There are some things that live theatre can do better than film. The proof, if you are looking for it, is currently playing in the East Village at The Red Room. It's Horse Trade Theater Group and ANIMALPARTS' production of A Quiet Sip of COFFEE, written and performed by Anthony Johnston and Nathan Schwartz, and directed and co-created by Anita Rochon.

The story is a deceptively simple tale of two best friends who push each other one dare too far. As a prank, David, a young gay man, and Jack, his heterosexual best friend, contact an anti-gay church, one that promises it can heal Same Sex Attraction, to ask for funding for a new play they are working on. To their surprise, the church is interested, and the boys must decide to either call off the prank or keep it going. But the further they push the joke, the deeper they sink into the lie, and soon, to keep up their story, they find themselves enrolled in the church's two week intensive program to address their "gender confusion."

The well-constructed play starts off fast-paced and intriguing, with intro music by bands like Franz Ferdinand and Modest Mouse that the audience can rock out to, but also serves to firmly set the play in the time frame of the mid-aughts. The two actors know how to use their stage time, and manage to be charming despite wearing eerie white face make-up. Playing off each other with natural comic precision, they often address the audience directly, and Johnston, playing David, is especially adept at using a well-timed look to communicate to the audience, subtly balancing out the more physically charged performance of Schwartz. The first few scenes have a deliberately self-aware quality, as if everyone in the theatre is invited in on the joke. But soon the masks come off, literally and figuratively, and the boys' jokes about being bitten by a dog are hitting a more sinister note as they pass a gas station called The Slaughtered Lamb. Blending the "boy who cried wolf" metaphor with the Wolfman legend, mask work, and projected scenes from An American Werewolf in London, the creative team gives this production teeth that sink into the dark places of the young men's psyches.

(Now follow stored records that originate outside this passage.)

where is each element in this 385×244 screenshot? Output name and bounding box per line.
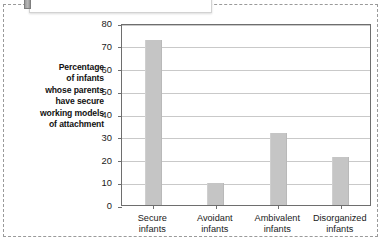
y-axis-tick-mark	[118, 70, 122, 71]
bar	[145, 40, 162, 205]
y-axis-tick-mark	[118, 161, 122, 162]
y-axis-tick-mark	[118, 184, 122, 185]
x-axis-tick-mark	[341, 205, 342, 209]
x-axis-tick-mark	[278, 205, 279, 209]
y-axis-label-line: of infants	[16, 73, 104, 84]
y-axis-tick-label: 20	[88, 156, 112, 165]
bar	[207, 183, 224, 205]
gridline	[122, 25, 370, 26]
page-tab-marker-icon	[24, 0, 31, 9]
y-axis-tick-mark	[118, 207, 122, 208]
y-axis-tick-mark	[118, 116, 122, 117]
previous-block-caption-box: (van IJzendoorn, 1995).	[29, 0, 212, 13]
y-axis-label-line: of attachment	[16, 119, 104, 130]
y-axis-label-line: have secure	[16, 96, 104, 107]
x-axis-tick-label: Disorganizedinfants	[303, 213, 377, 235]
y-axis-tick-mark	[118, 25, 122, 26]
y-axis-tick-label: 40	[88, 110, 112, 119]
y-axis-tick-label: 50	[88, 87, 112, 96]
y-axis-tick-mark	[118, 93, 122, 94]
y-axis-tick-label: 30	[88, 133, 112, 142]
plot-area	[121, 24, 371, 206]
y-axis-tick-label: 60	[88, 65, 112, 74]
x-axis-tick-mark	[153, 205, 154, 209]
x-axis-tick-mark	[216, 205, 217, 209]
x-axis-tick-label-line: infants	[303, 224, 377, 235]
y-axis-tick-mark	[118, 47, 122, 48]
y-axis-tick-label: 10	[88, 178, 112, 187]
y-axis-tick-label: 0	[88, 201, 112, 210]
bar-chart: Percentage of infants whose parents have…	[0, 0, 385, 244]
x-axis-tick-label-line: Disorganized	[303, 213, 377, 224]
y-axis-tick-label: 80	[88, 19, 112, 28]
bar	[270, 133, 287, 205]
y-axis-tick-mark	[118, 138, 122, 139]
y-axis-tick-label: 70	[88, 42, 112, 51]
bar	[332, 157, 349, 205]
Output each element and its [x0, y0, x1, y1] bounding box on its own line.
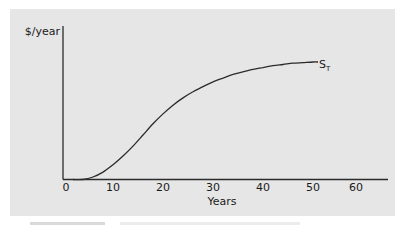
curve-label-main: S — [319, 58, 326, 71]
x-tick-label: 50 — [306, 181, 320, 194]
x-tick-label: 30 — [206, 181, 220, 194]
x-tick-label: 60 — [349, 181, 363, 194]
chart-svg: $/year 0 10 20 30 40 50 60 Years ST — [0, 0, 414, 231]
x-tick-label: 20 — [156, 181, 170, 194]
faint-caption-artifact — [120, 222, 300, 225]
s-curve-line — [73, 62, 318, 180]
x-tick-labels: 0 10 20 30 40 50 60 — [63, 181, 364, 194]
x-tick-label: 10 — [106, 181, 120, 194]
x-axis-label: Years — [206, 195, 236, 208]
x-tick-label: 40 — [256, 181, 270, 194]
curve-label-subscript: T — [325, 65, 331, 73]
y-axis-label: $/year — [25, 25, 61, 38]
x-tick-label: 0 — [63, 181, 70, 194]
faint-caption-artifact — [30, 222, 105, 225]
curve-label: ST — [319, 58, 331, 73]
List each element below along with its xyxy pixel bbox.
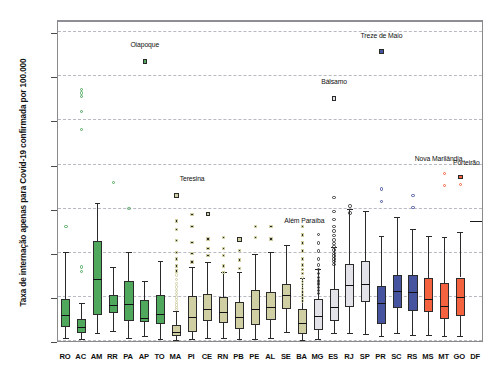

As the story evolves, so do the performances, becoming more honest as the choices become more difficult, forcing each boy to confront questions and unwelcome answers. Both actors also take on multiple characters. Johnston seamlessly transitions from David into Michael, a younger, more confused teen that David and Jack meet in the church's group therapy session, infusing the secondary character with the wide-eyed vulnerability of a lost sheep trusting the wolves. Schwartz gives a performance to be relished as Dr. Jonathan Burnett, the predatory church counselor, who is willing to use his sex appeal to manipulate the boys he claims to be helping. A strong physical performer, Schwartz plays both the attractive and repulsive qualities of the doctor with rare bravery. Director Rochon makes bold choices in her use of space in shockingly effective ways, clearly understands pacing, and uses restraint with the projections so that they add to the production rather than compete with it.

This is good story telling in a wonderfully composed production. A Quiet Sip of COFFEE uses elements of the abstract and linear together in a way that is ultimately more intimate than the closest on-screen close up, and by fully embracing the theatrical, has created an experience that is uniquely, wonderfully live.